Rev. Rul. 2023-8: Prior ruling relating to expensing of research and experimentation expenditures obsolete

Rev. Rul. 2023-8 obsoletes Rev. Rul. 58-74 as of July 31, 2023

Expensing of research and experimentation expenditures

The IRS today released an advance version of Rev. Rul. 2023-8 [PDF 95 KB], which obsoletes Rev. Rul. 58-74 effective as of July 31, 2023, because there are insufficient facts in the ruling to properly analyze whether the taxpayer’s failure to deduct certain research and experimentation (R&E) expenditures, when it deducted other R&E expenditures, constituted a method of accounting or an error.

Prior to amendment by Pub. L. No. 115-97, commonly referred to as the Tax Cuts and Jobs Act (TCJA), section 174(a) permitted a taxpayer to currently deduct R&E expenditures (the “expense method”). If the expense method was adopted, it had to be used for all qualifying expenditures in the tax year adopted and for all subsequent years, unless the IRS Commissioner consented to a different method for all or part of the expenditures under former section 174(a)(3).

Rev. Rul. 58-74 provides that if a taxpayer adopted the expense method but failed to deduct expenses relating to the cost of obtaining a patent or other items of R&E expenditures for prior tax years to which the expense method is applicable, the taxpayer must file a claim for refund or amended return to deduct additional R&E expenditures in the year or years when the expenditures were paid or accrued. Rev. Rul. 58-74 further provides that the additional R&E expenditures cannot be treated as deferred and amortized under former section 174(b) or chargeable to capital account and subsequently amortized or written off upon abandonment of the project or projects because the Commissioner's consent to change a method of accounting was not obtained. Accordingly, the deduction for the additional R&E expenditures could be lost if the period of limitations on claims for credit or refund under section 6511 has expired and amended returns could not be timely filed.

The TCJA amended section 174 to provide that R&E costs incurred in tax years beginning after December 31, 2021, must be capitalized and amortized over five years if the research is performed in the United States and over 15 years if performed outside of the United States. The Treasury Department and the IRS are obsoleting Rev. Rul. 58-74 not because of the change in law under section 174, however, but because there are insufficient facts in the ruling to properly analyze whether the taxpayer’s failure to deduct certain R&E expenditures constituted a method of accounting or an error.

  • For example, Rev. Rul. 58-74 does not explain whether the taxpayer consistently treated the costs of obtaining a patent in determining its taxable income.
  • Rev. Rul. 58-74 also fails to describe the cause and extent of the deviation in the treatment of certain R&E expenditures that were not deducted.
  • If the facts demonstrate that a taxpayer has a change in method of accounting, then filing an amended return, refund claim, or administrative adjustment request (AAR) under section 6227 in reliance upon Rev. Rul. 58-74 would conflict with the statutory requirement that a taxpayer must secure the consent of the Commissioner to change a method of accounting.
  • Thus, Rev. Rul. 58-74 is no longer determinative.

Because Rev. Rul. 2023-8 obsoletes Rev. Rul. 58-74 as of July 31, 2023, a taxpayer may still file a claim for refund, amended return, or AAR in reliance on Rev. Rul. 58-74 prior to that date.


- Problem statement: All of the data needs to be repeated exactly.

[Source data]
━━━━━━

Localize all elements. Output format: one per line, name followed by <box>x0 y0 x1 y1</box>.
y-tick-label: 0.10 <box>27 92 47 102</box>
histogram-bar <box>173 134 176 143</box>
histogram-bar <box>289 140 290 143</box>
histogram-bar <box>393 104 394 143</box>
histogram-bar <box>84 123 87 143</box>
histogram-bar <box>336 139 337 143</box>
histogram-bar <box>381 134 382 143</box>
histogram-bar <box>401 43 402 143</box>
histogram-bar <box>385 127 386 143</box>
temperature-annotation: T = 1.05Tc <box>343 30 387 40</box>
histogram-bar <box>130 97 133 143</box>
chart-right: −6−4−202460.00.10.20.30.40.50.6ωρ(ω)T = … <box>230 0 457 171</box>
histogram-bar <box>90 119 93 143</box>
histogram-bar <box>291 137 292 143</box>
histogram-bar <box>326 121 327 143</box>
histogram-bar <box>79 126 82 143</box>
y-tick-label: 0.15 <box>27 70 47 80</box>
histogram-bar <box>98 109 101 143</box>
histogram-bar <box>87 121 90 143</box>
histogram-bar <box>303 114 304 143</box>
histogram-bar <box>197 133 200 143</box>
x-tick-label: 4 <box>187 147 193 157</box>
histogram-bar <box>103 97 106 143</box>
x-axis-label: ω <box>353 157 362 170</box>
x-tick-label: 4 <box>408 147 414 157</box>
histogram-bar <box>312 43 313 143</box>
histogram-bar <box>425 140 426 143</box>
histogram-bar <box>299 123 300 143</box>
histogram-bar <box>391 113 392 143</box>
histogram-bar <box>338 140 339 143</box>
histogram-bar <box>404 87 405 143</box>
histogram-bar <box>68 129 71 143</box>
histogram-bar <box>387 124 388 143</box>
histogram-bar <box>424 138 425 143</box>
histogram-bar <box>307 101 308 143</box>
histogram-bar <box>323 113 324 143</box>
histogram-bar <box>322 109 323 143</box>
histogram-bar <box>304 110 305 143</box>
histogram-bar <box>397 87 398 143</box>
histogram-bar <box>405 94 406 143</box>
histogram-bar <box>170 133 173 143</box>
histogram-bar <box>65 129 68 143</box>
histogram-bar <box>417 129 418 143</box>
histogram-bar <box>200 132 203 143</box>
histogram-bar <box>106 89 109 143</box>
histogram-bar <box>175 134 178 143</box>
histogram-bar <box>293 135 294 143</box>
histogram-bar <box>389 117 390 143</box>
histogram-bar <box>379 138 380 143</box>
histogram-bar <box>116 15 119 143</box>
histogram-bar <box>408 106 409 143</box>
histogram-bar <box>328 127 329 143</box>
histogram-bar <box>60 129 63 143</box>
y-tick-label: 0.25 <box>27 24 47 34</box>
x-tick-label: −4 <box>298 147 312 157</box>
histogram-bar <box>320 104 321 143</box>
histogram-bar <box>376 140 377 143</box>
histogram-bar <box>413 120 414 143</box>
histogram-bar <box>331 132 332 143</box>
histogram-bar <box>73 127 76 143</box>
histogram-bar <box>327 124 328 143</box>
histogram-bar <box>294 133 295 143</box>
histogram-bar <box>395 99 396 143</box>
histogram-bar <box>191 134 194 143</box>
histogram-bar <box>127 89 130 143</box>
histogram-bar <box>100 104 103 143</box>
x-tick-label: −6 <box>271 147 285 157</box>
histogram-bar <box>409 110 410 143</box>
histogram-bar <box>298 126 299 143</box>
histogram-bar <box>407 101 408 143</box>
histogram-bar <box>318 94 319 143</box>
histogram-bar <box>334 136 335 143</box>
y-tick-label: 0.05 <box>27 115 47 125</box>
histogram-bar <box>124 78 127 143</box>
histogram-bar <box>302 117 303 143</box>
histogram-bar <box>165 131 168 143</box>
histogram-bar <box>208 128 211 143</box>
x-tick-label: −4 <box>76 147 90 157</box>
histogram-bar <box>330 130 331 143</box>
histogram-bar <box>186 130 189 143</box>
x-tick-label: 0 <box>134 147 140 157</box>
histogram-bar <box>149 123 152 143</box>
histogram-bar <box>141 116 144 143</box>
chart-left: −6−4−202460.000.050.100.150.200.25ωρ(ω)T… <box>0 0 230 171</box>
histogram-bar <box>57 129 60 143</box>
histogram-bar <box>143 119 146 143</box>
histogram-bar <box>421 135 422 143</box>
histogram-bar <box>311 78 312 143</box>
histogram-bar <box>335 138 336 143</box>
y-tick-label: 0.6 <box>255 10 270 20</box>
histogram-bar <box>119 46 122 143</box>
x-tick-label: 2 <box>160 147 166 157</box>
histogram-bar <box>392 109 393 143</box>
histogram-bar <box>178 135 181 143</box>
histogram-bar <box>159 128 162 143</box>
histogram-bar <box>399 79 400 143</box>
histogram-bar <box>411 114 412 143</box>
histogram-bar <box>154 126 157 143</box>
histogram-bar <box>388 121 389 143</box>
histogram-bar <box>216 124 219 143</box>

━━━━━━

- Response to this task:
Localize all elements. Output format: one per line, name followed by <box>x0 y0 x1 y1</box>.
y-tick-label: 0.10 <box>27 92 47 102</box>
histogram-bar <box>173 134 176 143</box>
histogram-bar <box>289 140 290 143</box>
histogram-bar <box>393 104 394 143</box>
histogram-bar <box>84 123 87 143</box>
histogram-bar <box>336 139 337 143</box>
histogram-bar <box>381 134 382 143</box>
histogram-bar <box>401 43 402 143</box>
histogram-bar <box>385 127 386 143</box>
temperature-annotation: T = 1.05Tc <box>343 30 387 40</box>
histogram-bar <box>130 97 133 143</box>
chart-right: −6−4−202460.00.10.20.30.40.50.6ωρ(ω)T = … <box>230 0 457 171</box>
histogram-bar <box>90 119 93 143</box>
histogram-bar <box>291 137 292 143</box>
histogram-bar <box>326 121 327 143</box>
histogram-bar <box>79 126 82 143</box>
y-tick-label: 0.15 <box>27 70 47 80</box>
histogram-bar <box>98 109 101 143</box>
histogram-bar <box>87 121 90 143</box>
histogram-bar <box>303 114 304 143</box>
histogram-bar <box>197 133 200 143</box>
x-tick-label: 4 <box>187 147 193 157</box>
histogram-bar <box>103 97 106 143</box>
x-axis-label: ω <box>353 157 362 170</box>
x-tick-label: 4 <box>408 147 414 157</box>
histogram-bar <box>312 43 313 143</box>
histogram-bar <box>425 140 426 143</box>
histogram-bar <box>299 123 300 143</box>
histogram-bar <box>391 113 392 143</box>
histogram-bar <box>338 140 339 143</box>
histogram-bar <box>404 87 405 143</box>
histogram-bar <box>68 129 71 143</box>
histogram-bar <box>387 124 388 143</box>
histogram-bar <box>424 138 425 143</box>
histogram-bar <box>307 101 308 143</box>
histogram-bar <box>323 113 324 143</box>
histogram-bar <box>322 109 323 143</box>
histogram-bar <box>304 110 305 143</box>
histogram-bar <box>397 87 398 143</box>
histogram-bar <box>405 94 406 143</box>
histogram-bar <box>170 133 173 143</box>
histogram-bar <box>65 129 68 143</box>
histogram-bar <box>417 129 418 143</box>
histogram-bar <box>200 132 203 143</box>
histogram-bar <box>106 89 109 143</box>
histogram-bar <box>175 134 178 143</box>
histogram-bar <box>293 135 294 143</box>
histogram-bar <box>389 117 390 143</box>
histogram-bar <box>379 138 380 143</box>
histogram-bar <box>116 15 119 143</box>
histogram-bar <box>408 106 409 143</box>
histogram-bar <box>328 127 329 143</box>
histogram-bar <box>60 129 63 143</box>
y-tick-label: 0.25 <box>27 24 47 34</box>
x-tick-label: −4 <box>298 147 312 157</box>
histogram-bar <box>320 104 321 143</box>
histogram-bar <box>376 140 377 143</box>
histogram-bar <box>413 120 414 143</box>
histogram-bar <box>331 132 332 143</box>
histogram-bar <box>73 127 76 143</box>
histogram-bar <box>327 124 328 143</box>
histogram-bar <box>294 133 295 143</box>
histogram-bar <box>395 99 396 143</box>
histogram-bar <box>191 134 194 143</box>
histogram-bar <box>127 89 130 143</box>
histogram-bar <box>100 104 103 143</box>
x-tick-label: −6 <box>271 147 285 157</box>
histogram-bar <box>409 110 410 143</box>
histogram-bar <box>298 126 299 143</box>
histogram-bar <box>407 101 408 143</box>
histogram-bar <box>318 94 319 143</box>
histogram-bar <box>334 136 335 143</box>
y-tick-label: 0.05 <box>27 115 47 125</box>
histogram-bar <box>124 78 127 143</box>
histogram-bar <box>302 117 303 143</box>
histogram-bar <box>165 131 168 143</box>
histogram-bar <box>208 128 211 143</box>
x-tick-label: −4 <box>76 147 90 157</box>
histogram-bar <box>330 130 331 143</box>
histogram-bar <box>186 130 189 143</box>
x-tick-label: 0 <box>134 147 140 157</box>
histogram-bar <box>149 123 152 143</box>
histogram-bar <box>141 116 144 143</box>
chart-left: −6−4−202460.000.050.100.150.200.25ωρ(ω)T… <box>0 0 230 171</box>
histogram-bar <box>57 129 60 143</box>
histogram-bar <box>143 119 146 143</box>
histogram-bar <box>421 135 422 143</box>
histogram-bar <box>311 78 312 143</box>
histogram-bar <box>335 138 336 143</box>
y-tick-label: 0.6 <box>255 10 270 20</box>
histogram-bar <box>119 46 122 143</box>
x-tick-label: 2 <box>160 147 166 157</box>
histogram-bar <box>392 109 393 143</box>
histogram-bar <box>178 135 181 143</box>
histogram-bar <box>159 128 162 143</box>
histogram-bar <box>399 79 400 143</box>
histogram-bar <box>411 114 412 143</box>
histogram-bar <box>154 126 157 143</box>
histogram-bar <box>388 121 389 143</box>
histogram-bar <box>216 124 219 143</box>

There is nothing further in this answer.